While New Zealand has been declared coronavirus-free, many countries are yet to experience the virus to its full extent. Oliver Lamb identifies the rapidly-increasing death toll in India, while exploring why the US state of Georgia is anomalous, seemingly avoiding a a rise in cases. This article explains that the economic impacts of COVID-19 will be widespread, but of varying severity, as some minors' safety, education, and lives could be jeopardised, if they are given no choice but to work.
“Today there are no active cases in New Zealand.” Prime minister Jacinda Ardern made the remarkable announcement at a press conference on Monday. The small island nation has recorded 1504 cases of coronavirus and a mere 22 deaths*; neither number has risen since May. Because of this, the government was able at midnight on Monday to bring one of the world’s earliest and strictest lockdowns to an end. The one request made of New Zealanders from now on will be to keep track of their movements to assist future contact-tracing.
For much of the rest of the world, however, the pandemic is accelerating. At the start of Saturday 6 June, global confirmed cases stood at 6,839,000 with 397,000 deaths. Seven days later those numbers had risen to 7,726,000 and 427,000. The true figures are bound to be far higher.*
New Zealand may have eliminated the virus, but other countries who locked down early – those in Asia, Africa and South America – have not been so lucky.
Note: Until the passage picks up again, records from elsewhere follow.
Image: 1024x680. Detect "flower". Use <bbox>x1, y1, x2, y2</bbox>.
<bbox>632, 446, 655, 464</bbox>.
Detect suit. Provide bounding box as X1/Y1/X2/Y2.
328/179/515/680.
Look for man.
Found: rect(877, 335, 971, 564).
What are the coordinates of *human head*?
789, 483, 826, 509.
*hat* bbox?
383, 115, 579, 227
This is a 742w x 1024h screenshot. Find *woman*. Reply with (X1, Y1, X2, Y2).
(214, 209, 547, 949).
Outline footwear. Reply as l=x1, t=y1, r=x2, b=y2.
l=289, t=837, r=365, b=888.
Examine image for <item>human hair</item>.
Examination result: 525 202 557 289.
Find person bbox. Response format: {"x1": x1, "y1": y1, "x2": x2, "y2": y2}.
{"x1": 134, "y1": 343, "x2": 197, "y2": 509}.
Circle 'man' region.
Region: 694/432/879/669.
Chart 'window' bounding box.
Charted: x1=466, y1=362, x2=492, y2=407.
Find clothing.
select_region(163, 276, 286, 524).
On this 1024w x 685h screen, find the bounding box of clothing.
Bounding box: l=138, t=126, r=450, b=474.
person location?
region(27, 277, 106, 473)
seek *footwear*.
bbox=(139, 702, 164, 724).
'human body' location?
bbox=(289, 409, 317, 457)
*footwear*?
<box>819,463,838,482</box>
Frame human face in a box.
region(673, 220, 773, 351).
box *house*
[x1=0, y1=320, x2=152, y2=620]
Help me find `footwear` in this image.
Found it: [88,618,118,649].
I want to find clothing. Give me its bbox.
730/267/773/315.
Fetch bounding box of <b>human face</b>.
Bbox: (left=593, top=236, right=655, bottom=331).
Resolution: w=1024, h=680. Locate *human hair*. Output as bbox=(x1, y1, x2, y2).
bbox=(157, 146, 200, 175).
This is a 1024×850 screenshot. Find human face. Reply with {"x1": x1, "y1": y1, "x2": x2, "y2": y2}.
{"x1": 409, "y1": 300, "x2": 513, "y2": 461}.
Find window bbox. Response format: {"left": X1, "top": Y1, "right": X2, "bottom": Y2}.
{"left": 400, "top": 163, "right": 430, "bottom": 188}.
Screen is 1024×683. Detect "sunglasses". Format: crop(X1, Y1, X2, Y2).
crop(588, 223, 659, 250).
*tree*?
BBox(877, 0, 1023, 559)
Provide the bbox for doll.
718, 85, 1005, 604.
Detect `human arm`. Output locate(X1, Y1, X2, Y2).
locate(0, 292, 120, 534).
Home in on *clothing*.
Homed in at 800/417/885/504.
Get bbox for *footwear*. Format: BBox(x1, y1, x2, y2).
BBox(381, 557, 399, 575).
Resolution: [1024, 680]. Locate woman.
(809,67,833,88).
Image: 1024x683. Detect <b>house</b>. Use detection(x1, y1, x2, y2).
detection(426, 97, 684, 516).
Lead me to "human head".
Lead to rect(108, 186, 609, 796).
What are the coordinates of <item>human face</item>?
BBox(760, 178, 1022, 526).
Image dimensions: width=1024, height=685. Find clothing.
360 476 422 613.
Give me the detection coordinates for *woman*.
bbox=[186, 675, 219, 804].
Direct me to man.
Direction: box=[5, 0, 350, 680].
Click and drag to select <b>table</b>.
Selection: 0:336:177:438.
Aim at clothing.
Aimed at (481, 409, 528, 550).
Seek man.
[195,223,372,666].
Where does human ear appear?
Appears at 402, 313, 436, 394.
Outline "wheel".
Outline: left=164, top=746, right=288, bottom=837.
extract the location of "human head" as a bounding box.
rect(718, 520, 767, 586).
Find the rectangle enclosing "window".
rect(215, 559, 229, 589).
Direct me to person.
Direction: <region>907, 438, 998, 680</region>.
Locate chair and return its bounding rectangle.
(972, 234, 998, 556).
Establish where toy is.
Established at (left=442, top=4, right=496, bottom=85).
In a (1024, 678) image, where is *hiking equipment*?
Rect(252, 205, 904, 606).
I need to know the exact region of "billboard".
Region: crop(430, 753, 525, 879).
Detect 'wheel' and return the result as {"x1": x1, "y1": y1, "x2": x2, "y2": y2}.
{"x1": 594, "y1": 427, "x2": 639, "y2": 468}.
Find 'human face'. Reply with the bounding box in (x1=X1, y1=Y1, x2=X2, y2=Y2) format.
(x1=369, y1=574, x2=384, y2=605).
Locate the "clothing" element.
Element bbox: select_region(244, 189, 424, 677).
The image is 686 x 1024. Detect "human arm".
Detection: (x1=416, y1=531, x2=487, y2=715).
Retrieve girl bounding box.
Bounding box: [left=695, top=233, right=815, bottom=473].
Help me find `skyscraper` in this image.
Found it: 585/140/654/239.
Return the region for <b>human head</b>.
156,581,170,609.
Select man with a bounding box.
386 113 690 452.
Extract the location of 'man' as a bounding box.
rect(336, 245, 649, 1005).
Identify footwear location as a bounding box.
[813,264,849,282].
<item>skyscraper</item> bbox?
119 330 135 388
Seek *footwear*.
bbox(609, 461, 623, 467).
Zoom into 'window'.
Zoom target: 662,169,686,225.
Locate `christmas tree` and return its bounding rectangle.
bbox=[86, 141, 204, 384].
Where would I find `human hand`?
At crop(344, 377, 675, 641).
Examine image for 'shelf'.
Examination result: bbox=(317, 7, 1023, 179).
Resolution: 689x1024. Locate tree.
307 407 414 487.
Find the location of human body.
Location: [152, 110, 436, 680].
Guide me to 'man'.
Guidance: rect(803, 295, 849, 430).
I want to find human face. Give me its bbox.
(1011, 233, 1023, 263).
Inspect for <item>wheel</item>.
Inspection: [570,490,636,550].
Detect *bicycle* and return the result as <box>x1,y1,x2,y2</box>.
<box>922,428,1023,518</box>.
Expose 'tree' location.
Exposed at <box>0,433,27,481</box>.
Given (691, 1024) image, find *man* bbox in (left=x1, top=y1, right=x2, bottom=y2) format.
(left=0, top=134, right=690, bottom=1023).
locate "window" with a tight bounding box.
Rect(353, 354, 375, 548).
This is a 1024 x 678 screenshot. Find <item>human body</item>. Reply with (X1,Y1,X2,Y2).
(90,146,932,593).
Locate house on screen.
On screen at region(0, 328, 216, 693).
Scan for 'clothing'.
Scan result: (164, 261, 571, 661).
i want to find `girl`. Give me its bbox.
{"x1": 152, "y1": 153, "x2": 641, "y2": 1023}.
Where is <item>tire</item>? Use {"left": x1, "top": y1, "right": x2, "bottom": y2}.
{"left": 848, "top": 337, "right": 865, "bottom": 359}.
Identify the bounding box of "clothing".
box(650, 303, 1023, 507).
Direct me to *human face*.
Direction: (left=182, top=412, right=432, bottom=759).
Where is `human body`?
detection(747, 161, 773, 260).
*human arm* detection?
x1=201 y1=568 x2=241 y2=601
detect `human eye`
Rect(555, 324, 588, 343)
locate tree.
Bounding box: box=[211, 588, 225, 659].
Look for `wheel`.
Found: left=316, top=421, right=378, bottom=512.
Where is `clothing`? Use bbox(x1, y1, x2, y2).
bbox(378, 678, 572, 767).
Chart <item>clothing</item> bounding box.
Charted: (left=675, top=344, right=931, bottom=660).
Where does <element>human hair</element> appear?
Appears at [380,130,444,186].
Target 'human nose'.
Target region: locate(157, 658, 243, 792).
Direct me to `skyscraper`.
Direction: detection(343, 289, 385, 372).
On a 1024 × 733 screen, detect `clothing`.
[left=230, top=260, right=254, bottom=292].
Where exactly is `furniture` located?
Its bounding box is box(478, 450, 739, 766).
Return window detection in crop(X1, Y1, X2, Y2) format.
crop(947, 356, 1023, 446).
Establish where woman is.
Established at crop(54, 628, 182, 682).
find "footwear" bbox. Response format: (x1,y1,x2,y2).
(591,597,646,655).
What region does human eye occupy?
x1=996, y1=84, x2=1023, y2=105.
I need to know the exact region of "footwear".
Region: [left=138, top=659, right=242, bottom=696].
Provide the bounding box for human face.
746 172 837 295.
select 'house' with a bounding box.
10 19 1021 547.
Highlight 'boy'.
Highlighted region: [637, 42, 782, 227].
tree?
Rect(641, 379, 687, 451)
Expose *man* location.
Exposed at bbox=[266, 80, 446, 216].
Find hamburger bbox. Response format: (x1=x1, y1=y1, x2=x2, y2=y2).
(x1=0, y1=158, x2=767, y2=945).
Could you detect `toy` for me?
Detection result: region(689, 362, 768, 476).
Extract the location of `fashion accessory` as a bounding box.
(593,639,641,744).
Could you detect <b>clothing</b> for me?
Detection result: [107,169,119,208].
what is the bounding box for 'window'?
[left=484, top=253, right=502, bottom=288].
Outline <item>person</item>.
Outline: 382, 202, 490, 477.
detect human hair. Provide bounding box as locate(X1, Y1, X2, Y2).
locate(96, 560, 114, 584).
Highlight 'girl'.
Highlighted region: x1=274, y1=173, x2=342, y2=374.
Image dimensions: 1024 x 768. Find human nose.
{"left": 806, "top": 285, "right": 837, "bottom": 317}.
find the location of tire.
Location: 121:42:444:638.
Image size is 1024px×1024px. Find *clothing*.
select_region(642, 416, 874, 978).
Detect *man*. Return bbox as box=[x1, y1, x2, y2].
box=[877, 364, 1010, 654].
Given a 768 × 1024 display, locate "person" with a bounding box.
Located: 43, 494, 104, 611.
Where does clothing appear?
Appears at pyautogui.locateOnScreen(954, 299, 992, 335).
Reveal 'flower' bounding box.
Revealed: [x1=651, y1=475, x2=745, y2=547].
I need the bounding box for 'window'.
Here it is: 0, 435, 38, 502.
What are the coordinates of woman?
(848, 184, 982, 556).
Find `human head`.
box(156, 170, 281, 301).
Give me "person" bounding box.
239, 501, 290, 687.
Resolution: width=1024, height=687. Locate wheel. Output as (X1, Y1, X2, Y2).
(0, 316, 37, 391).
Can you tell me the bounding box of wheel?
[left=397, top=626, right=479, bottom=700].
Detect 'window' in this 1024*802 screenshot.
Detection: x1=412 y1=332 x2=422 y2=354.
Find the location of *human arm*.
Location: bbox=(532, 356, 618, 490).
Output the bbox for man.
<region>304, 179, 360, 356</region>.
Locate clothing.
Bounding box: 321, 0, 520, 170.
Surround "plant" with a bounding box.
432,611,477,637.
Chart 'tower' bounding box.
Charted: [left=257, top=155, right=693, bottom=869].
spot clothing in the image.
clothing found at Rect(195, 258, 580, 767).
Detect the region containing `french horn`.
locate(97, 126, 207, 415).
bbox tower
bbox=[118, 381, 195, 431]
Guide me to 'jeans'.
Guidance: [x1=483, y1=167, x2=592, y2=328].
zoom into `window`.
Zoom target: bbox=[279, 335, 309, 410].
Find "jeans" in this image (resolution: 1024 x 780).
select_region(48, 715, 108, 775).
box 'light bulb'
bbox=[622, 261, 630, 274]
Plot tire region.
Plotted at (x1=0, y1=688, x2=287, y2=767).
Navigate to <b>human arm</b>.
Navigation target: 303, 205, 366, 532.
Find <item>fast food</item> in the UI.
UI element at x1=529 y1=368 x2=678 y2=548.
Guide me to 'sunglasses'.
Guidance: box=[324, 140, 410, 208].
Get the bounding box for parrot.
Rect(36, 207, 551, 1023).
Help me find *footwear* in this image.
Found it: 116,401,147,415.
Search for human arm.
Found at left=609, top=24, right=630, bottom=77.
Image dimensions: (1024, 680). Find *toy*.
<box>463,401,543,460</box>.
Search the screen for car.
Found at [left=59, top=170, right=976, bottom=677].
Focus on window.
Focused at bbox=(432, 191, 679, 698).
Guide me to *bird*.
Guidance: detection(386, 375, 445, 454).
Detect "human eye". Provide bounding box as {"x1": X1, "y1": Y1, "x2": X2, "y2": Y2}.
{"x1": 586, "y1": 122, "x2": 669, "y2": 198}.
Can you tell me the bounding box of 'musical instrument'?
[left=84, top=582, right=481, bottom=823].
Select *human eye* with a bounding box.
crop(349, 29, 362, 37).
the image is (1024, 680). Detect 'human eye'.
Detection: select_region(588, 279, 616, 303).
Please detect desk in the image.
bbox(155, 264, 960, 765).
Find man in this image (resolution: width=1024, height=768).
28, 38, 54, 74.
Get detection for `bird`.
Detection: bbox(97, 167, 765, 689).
Poorer to start with and with little in the way of an economic safety net, they have struggled to enforce and sustain their lockdowns. They are now registering more than half of global new cases and deaths. In India, patients are being turned away from hospitals; gravediggers can barely catch a wink of sleep; as morgues overflow, one video shows plastic-wrapped corpses left to lie alongside patients in a COVID-19 ward. Experts say India is yet to reach the peak of its outbreak.
North American and European countries are past the peaks of their outbreaks, but, unlike New Zealand, which flattened the curve early, most have been unable so far to eliminate the virus. That makes them vulnerable to a second wave. 22 US states, including Arizona, California, Texas and Florida have all recently reported a rise – although not a surge – in cases. It is unclear whether this is linked to the easing of lockdowns in May, and experts have been baffled by the fact that Georgia, the first state to resume economic activity, has not seen a spike in infections. Alternative explanations are myriad: a rise in testing, a drop in adherence to social distancing, or simply that most of the new cases are in areas which largely escaped the worst of the outbreak first time round. Many fear that the recent riots and protests will lead to a resurgence of the virus.
The economic toll of lockdowns on Western economies was foreshadowed on Friday as the UK revealed that its gross domestic product had shrunk by 20.4% in April. That is ten times the largest pre-pandemic monthly fall; to find a remotely comparable decline one has to go back more than three hundred years. It brings the drop in GDP since February to around a quarter. Prime minister Boris Johnson insists the economy will “bounce back” and economists believe the recovery has already started, but the road ahead looks long and difficult.
Crucial to the recovery will be the public response to the reopening of shops and services. If people are unpersuaded that it is safe to buy and dine again, rapid growth will be hard to come by. Even if they are willing to resume some semblance of pre-COVID normality, a shrunken economy will mean less disposable income, and thus less money being spent. Add to this the social distancing guidelines that will prevent shops and restaurants from operating at full capacity and you have the recipe for a slower recovery than politicians would have us believe.
The International Labour Organisation and UNICEF warned on Friday that the economic impact of the pandemic in developing countries may force millions of desperate families to send their children to work. 94 million youngsters have escaped child labour in the last twenty years, and that progress is now at risk. In addition, children already working may face longer hours and poorer conditions.
The United Nations has previously warned that millions of children may die in the coming years because of disruption to vaccination programmes. By early June, at least 68 nations had been affected by strain on healthcare services and supply problems, and some have suspended vaccinations completely. Already an estimated 80 million babies have missed vaccinations. Experts say that diseases like measles, cholera, polio, diphtheria and yellow fever may make a comeback.
It is a reminder that the fight against infectious diseases is a continuous one and that the triumphs of modern medicine are fragile. Jacinda Ardern spoke about coronavirus at her briefing on Monday, but she could have been speaking about any of humankind’s historic ailments when she said that “elimination is not a point in time, it is a sustained effort.”